Stage 7 – Acceptance
I did not arrive at my final stage of grief—acceptance—until I had left Manhattan and moved in with my sister’s family in Larchmont.
I know I had reached the acceptance stage of my financial grief at that time, when I was living in my sister’s basement and sleeping on her couch, because that is when I finally registered for unemployment insurance—a full nine months after I had lost my job.
For nine months, my wife had begged me over and over to register for unemployment insurance, and I had repeatedly told her, “I don’t have time.”
Talk about denial!
A few weeks after I registered for unemployment, I started receiving checks, and the money almost exactly covered my expenses. I then requested from the New York State Department of Labor that they pay me from the time I was initially unemployed, credit for a period during which no valid claim was filed, but my request was denied.
Apparently, I learned the hard way. You can only get unemployment insurance from the time you register.
What had I been thinking? I should have registered the day after I had received my last pay check. I could have used the money to support my children or reduce my credit card debt, yet I couldn’t bring myself to do it.
When I told the authorities that I had been proud, stubborn and stupid, they were not convinced. I don’t think it would have made any difference if I had told them that I had been in shock and denial. I should have told myself on January 1st, a day after my last paycheck, “Get over it and register for unemployment insurance!”
Reaching the stage of acceptance was also the turning point in my efforts to find a job. That is when I let professional career coach and business strategist Paloma Bowland into my life, started a serious self-evaluation, revised my resume, unified my social networking and marketing efforts, strengthened my brand and started feeling better about myself. That is when my search turned around and leads started solidifying in a manner in which they had not done so before. I soon found a job in my field.
In retrospect, I can clearly see how I passed through the seven stages of grief—shock, denial, anger, bargaining, depression, testing and acceptance—and I can clearly see how my personal job-loss grief unambiguously expressed itself in my relationship with money as I was searching for a job.
However, all during my job search, the only notion of which I was fully conscious was that I needed to find a job—and on that I never gave up.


● What you need to do
For the word "FIGURE", state how many lines below contain it. Give no other text.

*** Opening Data under study ***

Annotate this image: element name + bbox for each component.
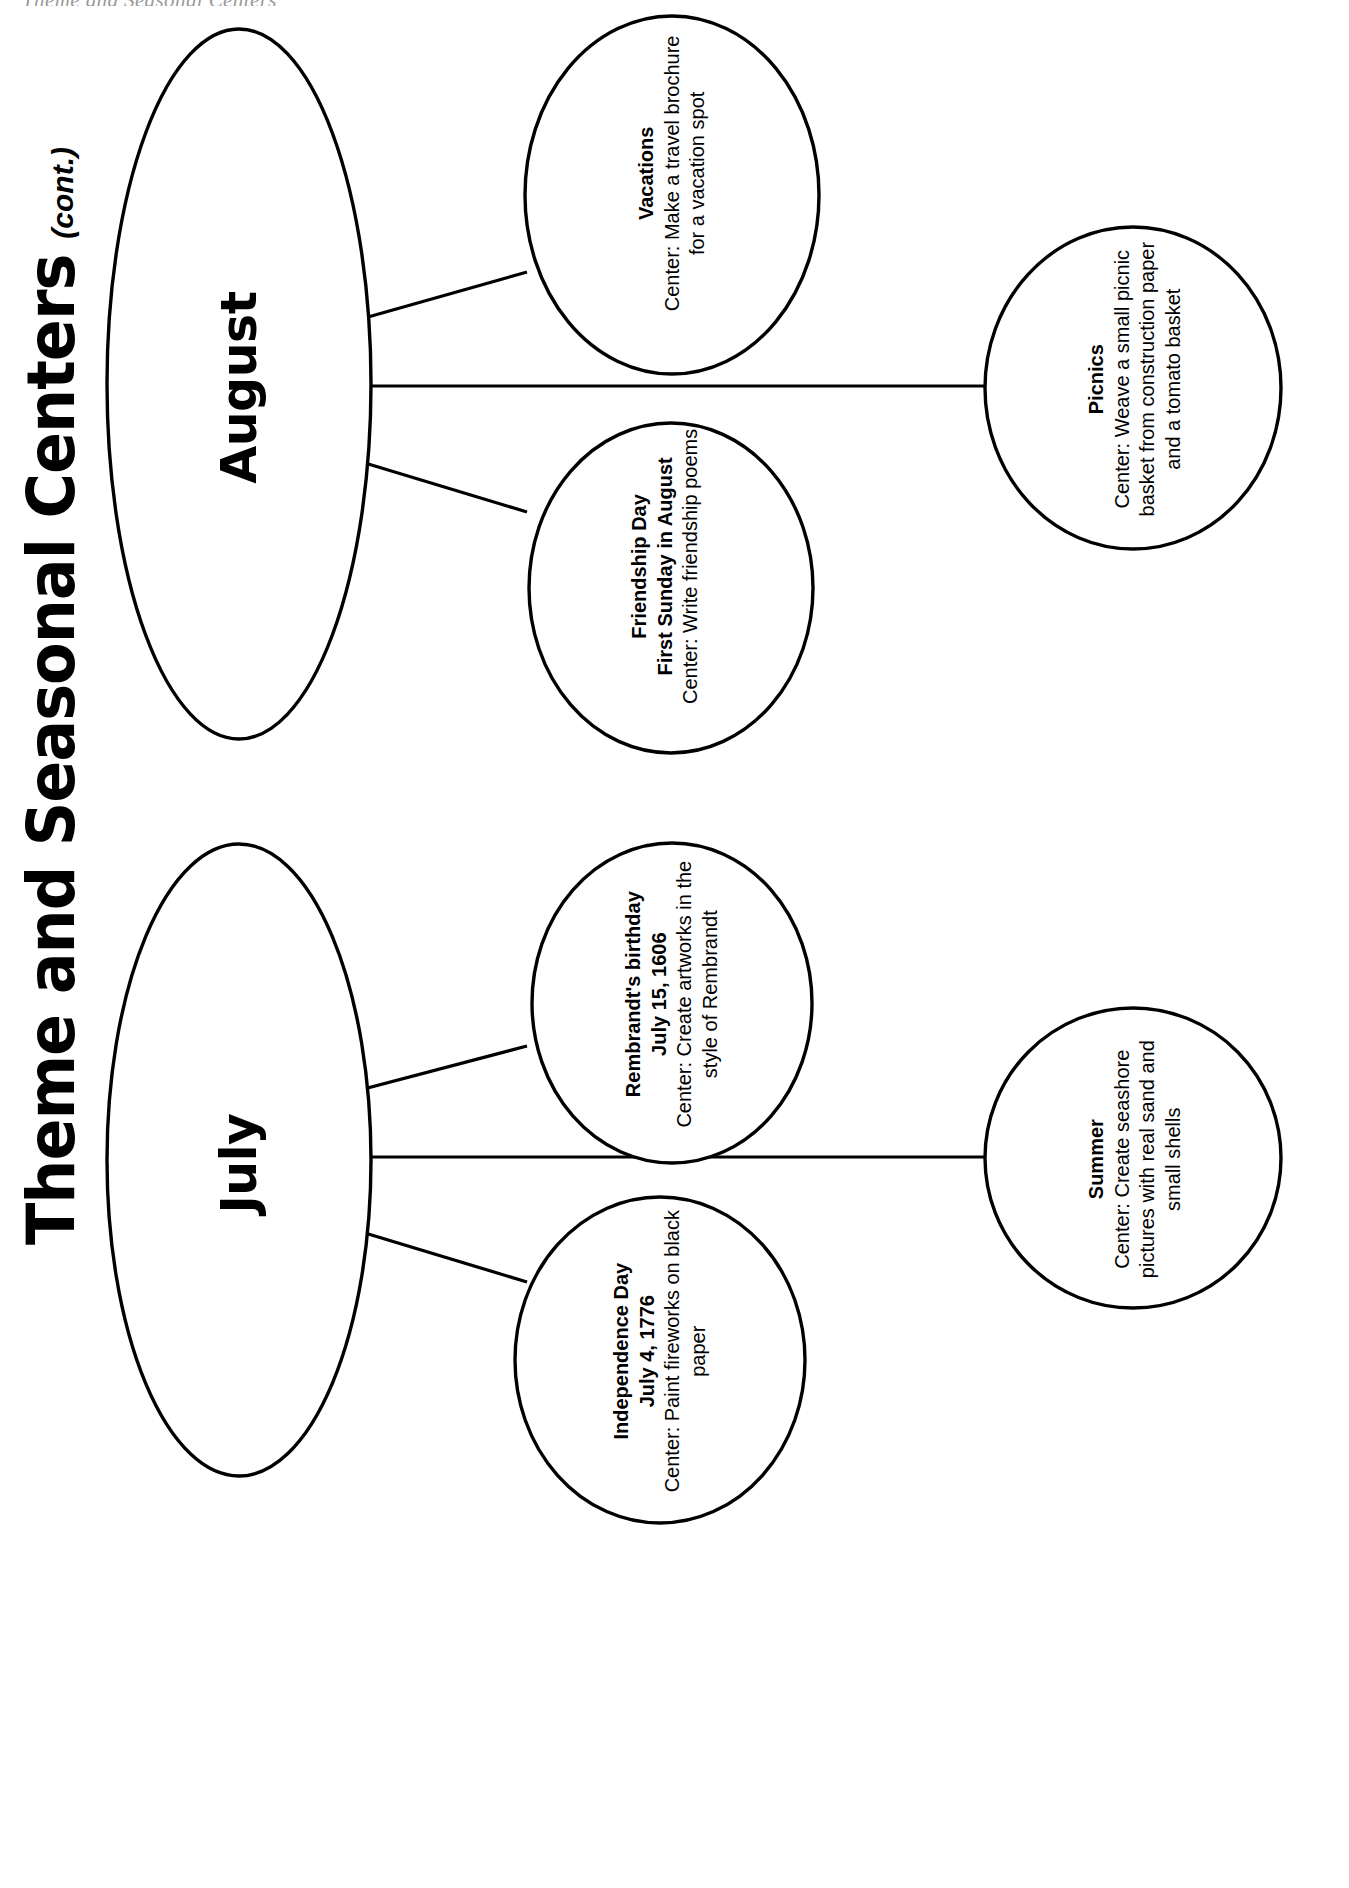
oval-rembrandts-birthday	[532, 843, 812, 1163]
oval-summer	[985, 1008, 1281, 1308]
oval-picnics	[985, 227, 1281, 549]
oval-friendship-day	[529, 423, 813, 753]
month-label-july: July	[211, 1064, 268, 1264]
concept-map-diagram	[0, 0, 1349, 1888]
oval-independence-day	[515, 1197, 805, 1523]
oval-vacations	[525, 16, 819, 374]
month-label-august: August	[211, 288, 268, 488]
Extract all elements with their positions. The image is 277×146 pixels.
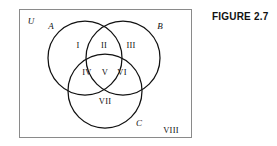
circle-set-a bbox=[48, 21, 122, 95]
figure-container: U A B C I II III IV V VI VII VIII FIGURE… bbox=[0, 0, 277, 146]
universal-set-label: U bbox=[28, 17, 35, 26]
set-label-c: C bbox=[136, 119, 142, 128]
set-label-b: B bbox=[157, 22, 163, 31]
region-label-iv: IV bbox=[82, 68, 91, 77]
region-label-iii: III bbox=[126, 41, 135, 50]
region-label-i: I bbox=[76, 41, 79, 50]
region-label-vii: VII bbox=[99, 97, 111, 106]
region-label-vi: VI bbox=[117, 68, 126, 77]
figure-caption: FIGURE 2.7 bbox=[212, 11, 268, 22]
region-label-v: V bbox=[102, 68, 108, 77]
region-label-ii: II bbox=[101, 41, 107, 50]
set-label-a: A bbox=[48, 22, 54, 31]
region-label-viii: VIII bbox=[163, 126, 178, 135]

*** Closing Data under study ***

● Reply to the exercise
2